Outdoors

How to Summit Eagle County's Lone 14er

Everything you need to know about hiking Mount of the Holy Cross.

By Devon O'Neil June 7, 2019 Published in the Summer/Fall 2019 issue of Vail-Beaver Creek Magazine

There would be no Holy Cross Wilderness, of course, without Holy Cross the peak—the northernmost fourteener in the Sawatch Range. Nearly 150 years ago, settlers traveling along the Continental Divide believed they spied a mountain with a snowy cross on its east face, but nobody actually saw it up close until 1873. William Henry Jackson’s iconic photograph of the vertical and horizontal snow-filled couloirs below the mountain’s 14,005-foot summit turned the peak into a global sensation. Thousands of religious pilgrims trudged up the trail to Notch Mountain, where they could stare at Holy Cross for hours. Even today, says Scott Beebe, pastor at Vail’s Mount of the Holy Cross Lutheran Church, the mountain speaks to many on a spiritual level: “I hear stories from people all the time who have been up there, hearing voices after dark.”

The terminus of the Notch Mountain Trail, an alpine meadow offering stunning vistas of the Holy Cross summit, also serves as a wayside for hikers attempting the challenging Halo Route (campers must self-register at the trailhead).

Image: Zach Mahone

Over time, the peak also became a popular, if grueling, mountaineering objective—with notoriously unpredictable weather. Neither of the two standard summit routes may require technical mountaineering skills, but be forewarned: summiting Holy Cross is NOT a day hike; it’s an endurance trek of 12 miles or more and, depending on your level of fitness and the weather, may consume as many hours (most hikers on the standard route average 12 hours round-trip). A third established route—a direct ascent via the Cross Couloir—requires technical mountaineering skills and is not advised.

From the trailhead at the top of Tigiwon Road (#707, an 8-mile dirt track that begins off Highway 6, 2.6 miles south of Minturn), by far the most popular route (Half Moon Pass Trail #2009) begins with a thousand-foot ascent up Half Moon Pass, then dives into East Cross Creek—where most people camp if they’re splitting their climb into two days—before gaining Holy Cross’s north ridge and continuing with a scramble over an unmarked trail to the summit.

To reach the summit from Half Moon Pass, you must gain over 4,000 vertical feet, with another spirit-crushing thousand-foot ascent and descent over Half Moon Pass on the return to the trailhead. Even though this out-and-back may be the most straightforward route, for years it was the summertime bane of Vail Mountain Rescue Group because of the number of hikers who followed the fall line down from the summit instead of returning to the ridgeline trail, and wandered off-route into the Cross Creek drainage, requiring a late-night (or early-morning) search and rescue.

In addition to the North Ridge route, those who are exceptionally fit and are experienced with route finding can also traverse Halo Ridge via Notch Mountain (from the parking lot, take Fall Creek Trail #2001 to Notch Mountain Trail #2000) and approach the summit from the south, scrambling up and down several 13,000+ foot peaks, 15 miles round-trip.

Image: Zach Mahone

No matter which route you take, bring more water than you think you’ll need—to stay hydrated, you should consume one liter for every hour on the trail; you won’t find shade or water above tree line—and enough food for two days, as well as warm and waterproof layers. The extra bulk might weigh you down at the start, but should you need it later, you’ll thank heaven.

Looking across the valley from Notch, Scott Beebe says he often pictures pilgrims getting down on their hands and knees, as they were known to do, and crawling up the trail in cotton and wool, paying homage as they went.

“Imagine the kind of dedication and passion people had going up this mountain to pray, because it was a holy place,” says Beebe, a volunteer member of VMRG who leads a Holy Cross pilgrimage hike with his church every summer. “And it still draws people.”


- TASK INSTRUCTIONS
Below are records to repeat exactly. Omit the pictures from the copy.

- DATA PROVIDED

::::::::::

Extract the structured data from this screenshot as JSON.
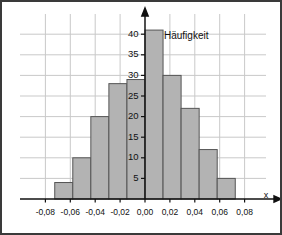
{
  "chart_data": {
    "type": "bar",
    "title": "",
    "subtitle": "",
    "series_label": "Häufigkeit",
    "xlabel": "x",
    "ylabel": "",
    "grid": true,
    "legend_position": "inside-top-right",
    "bin_width": 0.0145,
    "bin_starts": [
      -0.0725,
      -0.058,
      -0.0435,
      -0.029,
      -0.0145,
      0.0,
      0.0145,
      0.029,
      0.0435,
      0.058
    ],
    "bin_centers": [
      -0.065,
      -0.051,
      -0.036,
      -0.022,
      -0.007,
      0.007,
      0.022,
      0.036,
      0.051,
      0.065
    ],
    "categories": [
      "-0,0725",
      "-0,0580",
      "-0,0435",
      "-0,0290",
      "-0,0145",
      "0,0000",
      "0,0145",
      "0,0290",
      "0,0435",
      "0,0580"
    ],
    "values": [
      4,
      10,
      20,
      28,
      29,
      41,
      30,
      22,
      12,
      5
    ],
    "xlim": [
      -0.09,
      0.09
    ],
    "ylim": [
      0,
      44
    ],
    "xticks": [
      -0.08,
      -0.06,
      -0.04,
      -0.02,
      0.0,
      0.02,
      0.04,
      0.06,
      0.08
    ],
    "xticklabels": [
      "-0,08",
      "-0,06",
      "-0,04",
      "-0,02",
      "0,00",
      "0,02",
      "0,04",
      "0,06",
      "0,08"
    ],
    "yticks": [
      5,
      10,
      15,
      20,
      25,
      30,
      35,
      40
    ],
    "yticklabels": [
      "5",
      "10",
      "15",
      "20",
      "25",
      "30",
      "35",
      "40"
    ],
    "colors": {
      "bar_fill": "#b3b3b3",
      "bar_stroke": "#555555",
      "grid": "#c9c9c9",
      "axis": "#111111",
      "frame_border": "#3a3a3a",
      "background": "#ffffff"
    }
  }
}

::::::::::

- TASK RESPONSE
Extract the structured data from this screenshot as JSON.
{
  "chart_data": {
    "type": "bar",
    "title": "",
    "subtitle": "",
    "series_label": "Häufigkeit",
    "xlabel": "x",
    "ylabel": "",
    "grid": true,
    "legend_position": "inside-top-right",
    "bin_width": 0.0145,
    "bin_starts": [
      -0.0725,
      -0.058,
      -0.0435,
      -0.029,
      -0.0145,
      0.0,
      0.0145,
      0.029,
      0.0435,
      0.058
    ],
    "bin_centers": [
      -0.065,
      -0.051,
      -0.036,
      -0.022,
      -0.007,
      0.007,
      0.022,
      0.036,
      0.051,
      0.065
    ],
    "categories": [
      "-0,0725",
      "-0,0580",
      "-0,0435",
      "-0,0290",
      "-0,0145",
      "0,0000",
      "0,0145",
      "0,0290",
      "0,0435",
      "0,0580"
    ],
    "values": [
      4,
      10,
      20,
      28,
      29,
      41,
      30,
      22,
      12,
      5
    ],
    "xlim": [
      -0.09,
      0.09
    ],
    "ylim": [
      0,
      44
    ],
    "xticks": [
      -0.08,
      -0.06,
      -0.04,
      -0.02,
      0.0,
      0.02,
      0.04,
      0.06,
      0.08
    ],
    "xticklabels": [
      "-0,08",
      "-0,06",
      "-0,04",
      "-0,02",
      "0,00",
      "0,02",
      "0,04",
      "0,06",
      "0,08"
    ],
    "yticks": [
      5,
      10,
      15,
      20,
      25,
      30,
      35,
      40
    ],
    "yticklabels": [
      "5",
      "10",
      "15",
      "20",
      "25",
      "30",
      "35",
      "40"
    ],
    "colors": {
      "bar_fill": "#b3b3b3",
      "bar_stroke": "#555555",
      "grid": "#c9c9c9",
      "axis": "#111111",
      "frame_border": "#3a3a3a",
      "background": "#ffffff"
    }
  }
}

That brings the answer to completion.